THE SMELL OF INCENSE from Sunday morning’s Mass still scented the chapel. Rudi Draeger found the odor putrid and gnawing—another reason not to pass the main entrance. He considered the sole occupant, an older cleric kneeling low in the front pew. The man was wearing a formal black cassock with a purple sash, and his head was bowed in prayer. His short white hair was capped by one hand, as if protecting himself from some blow.

Draeger had planned to visit the archbishop after McClellan had left for Red Delta, but he was saved the trouble of requesting an audience. Bauer invited the lawyer.

“Why do you wish to speak to me?” Draeger called down the main aisle. “To taunt me? To remind me that I am nothing in the eyes of the Church? Or do you wish to hear my confession?”

He grew impatient with Bauer’s delay, but soon he heard a response.

“Please come forward.”

“I prefer where I am. You come to me.”

There was another pause. “I am finishing my prayers. Will you not pray with me?”

Draeger grinned, his voice mocking. “What do you pray for, Bauer? My soul?”

“Christians pray for all souls.”

“Then by all means, pray. And while you kneel in your prayers, pray also for wisdom—wisdom to know that there is change in the wind. Wisdom to bow to this wind of change, to embrace what will come.”

“And what will come?”

“Don’t waste your time, Bauer. Why did you call me? To offer me absolution? Your priest would not.”

“I called you to inform you that I hear from many builders who say they do not follow you. How will your winds blow in this world without their support?”

“You are greatly misinformed, Archbishop. I have the full support of the builders and their leaders.”

“Do you? Then you must know about the strike.”

Draeger laughed. “Strike? There is no strike. What game is this?”

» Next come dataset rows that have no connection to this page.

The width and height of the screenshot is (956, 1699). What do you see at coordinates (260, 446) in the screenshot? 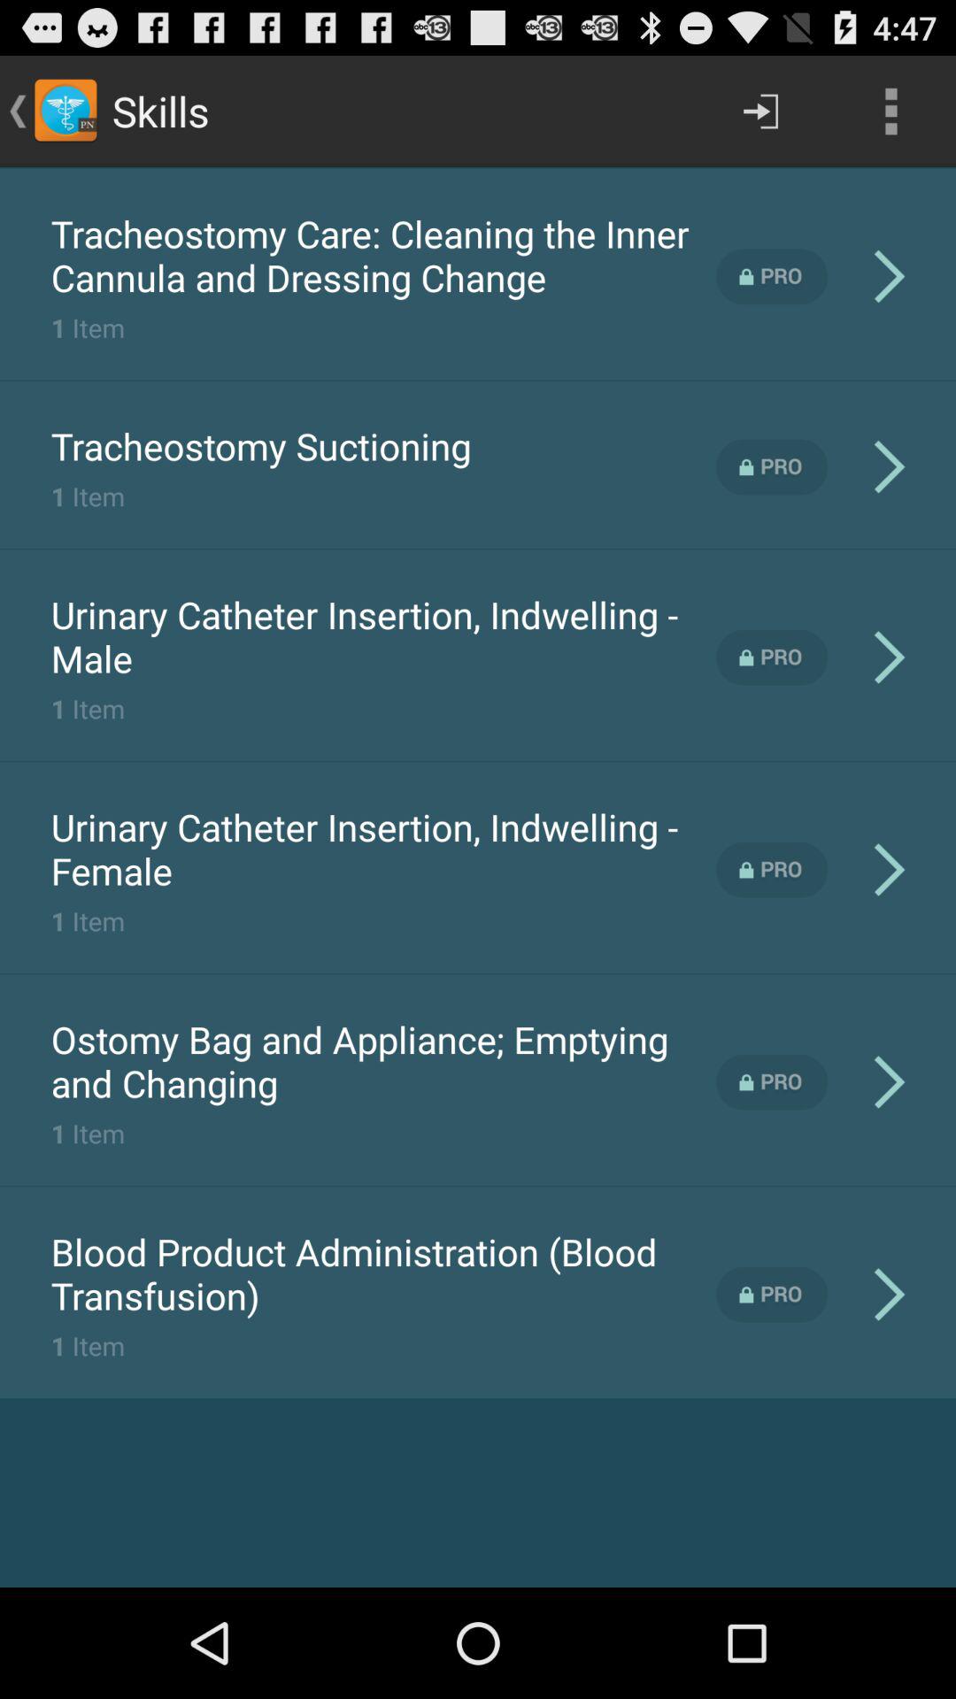
I see `jump to the tracheostomy suctioning app` at bounding box center [260, 446].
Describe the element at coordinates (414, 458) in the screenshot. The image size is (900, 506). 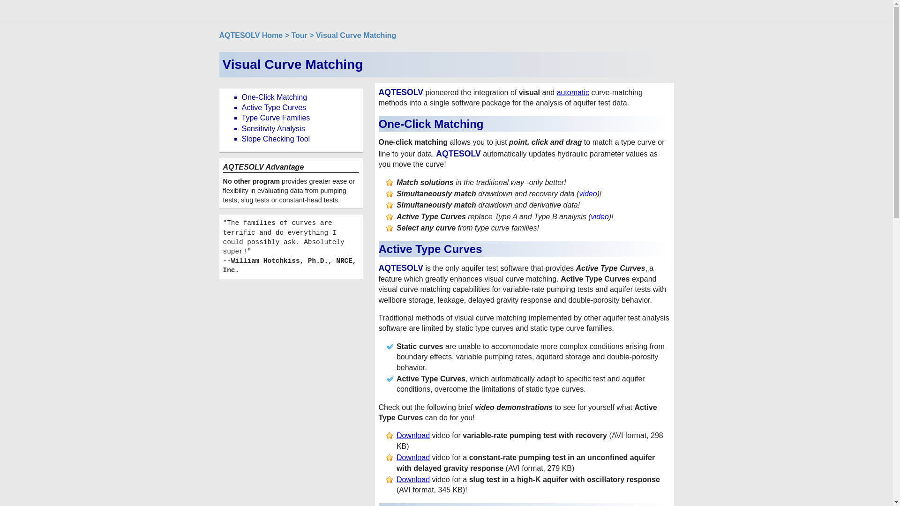
I see `Download` at that location.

“It is no game. At any moment, a large group of builders will shut down all long-range communications. They will do so to protest that no actions have been taken on Commissioner Zhèng’s proposal. Haven’t you heard? This strike will send quite the message, in great silence—an event for the history books. ‘Flying blind,’ I believe the builders call it. Surely you were informed.”

“Lies! Turn and face me, Bauer. I have come as you wished, but why? To hear only falsehoods—”

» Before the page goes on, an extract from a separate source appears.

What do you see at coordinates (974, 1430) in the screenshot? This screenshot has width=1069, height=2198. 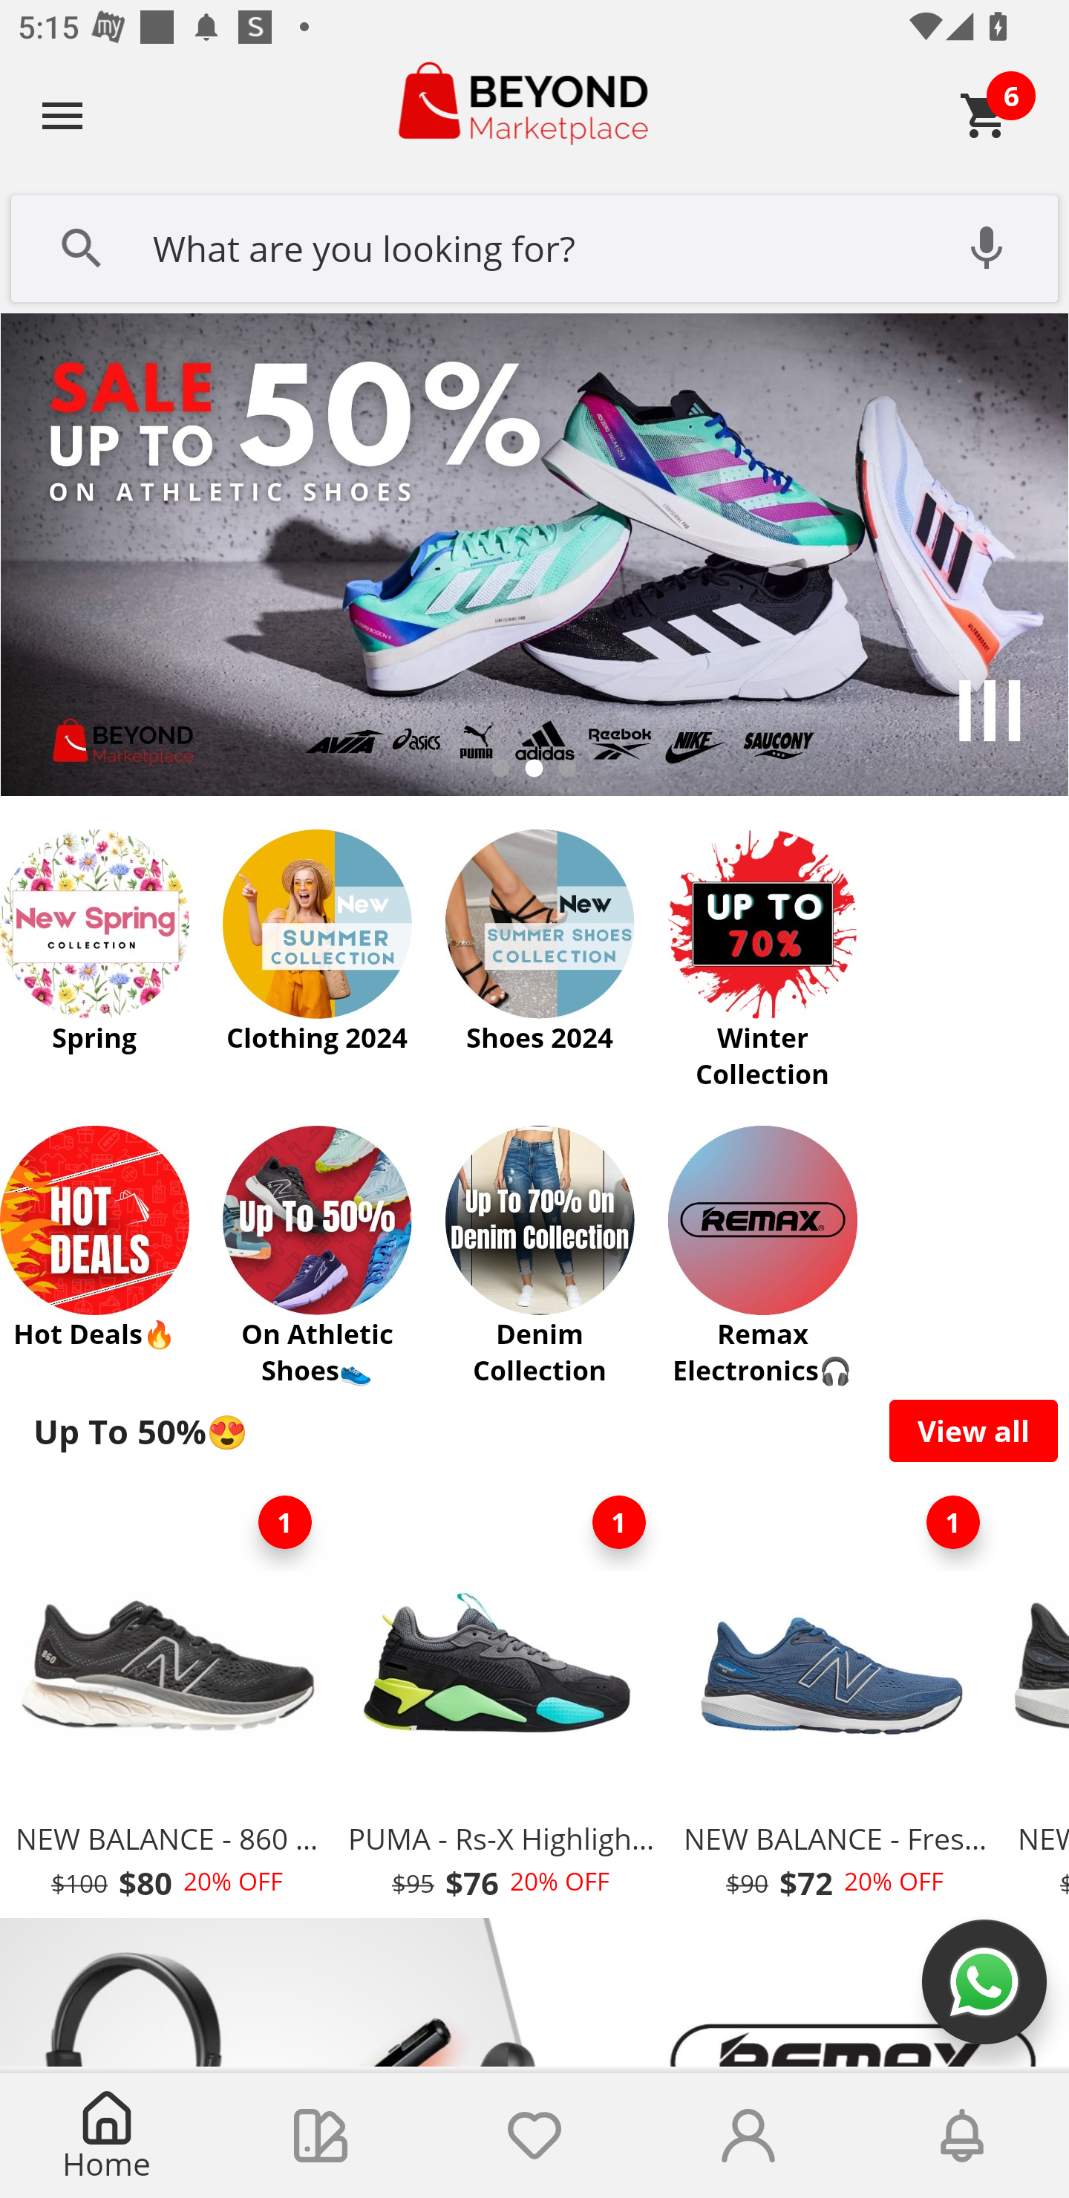 I see `View all` at bounding box center [974, 1430].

Harsh tones came from Draeger’s coat pocket. He pulled out his tablet and found the message from the Builders Council. An unauthorized strike had been called by the rank and file. Beginning at this very moment. Communications throughout the orbits had been shut down. The striking builders had issued a statement that they did not wish to harm anyone, but they intended to show support for Commissioner Zhèng.

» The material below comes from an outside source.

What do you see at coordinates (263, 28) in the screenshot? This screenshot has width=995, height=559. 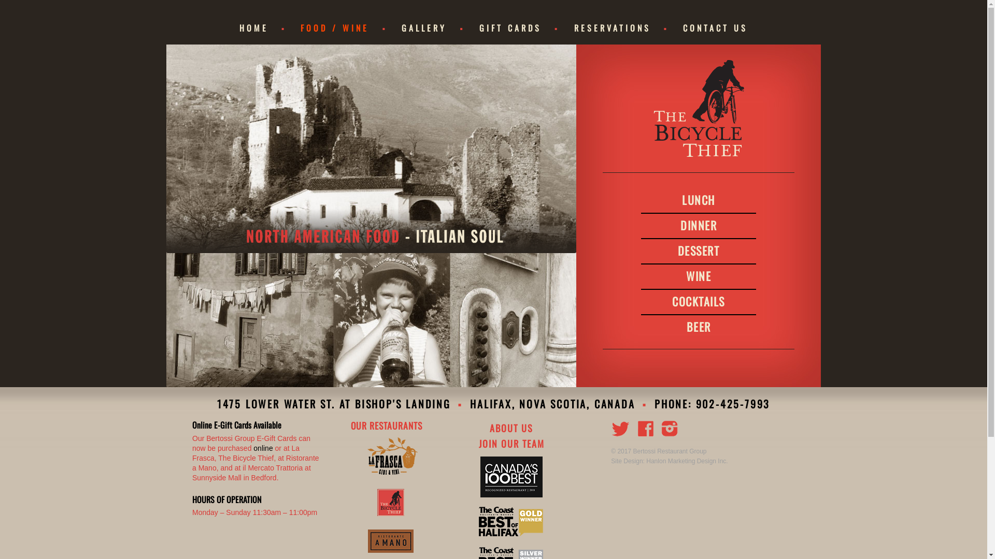 I see `HOME` at bounding box center [263, 28].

Draeger whispered angrily, “How dare these fools! We need communications active, and yet they cut their own throats in support of the enemy.”

“Tell me, Draeger, am I your enemy?”

Draeger was still reading the statement when his tablet complained of a lost signal. “So be it,” he said, speaking low as he returned the tablet to his pocket. “We do not need the workers to achieve our ends. Their leaders will do what must be done. It is they who know where the winds blow. Let the fools strike. Let communications be silenced. And you, churchman, pray all you wish. You will pray to no avail! This world, and all its people, shall burn.”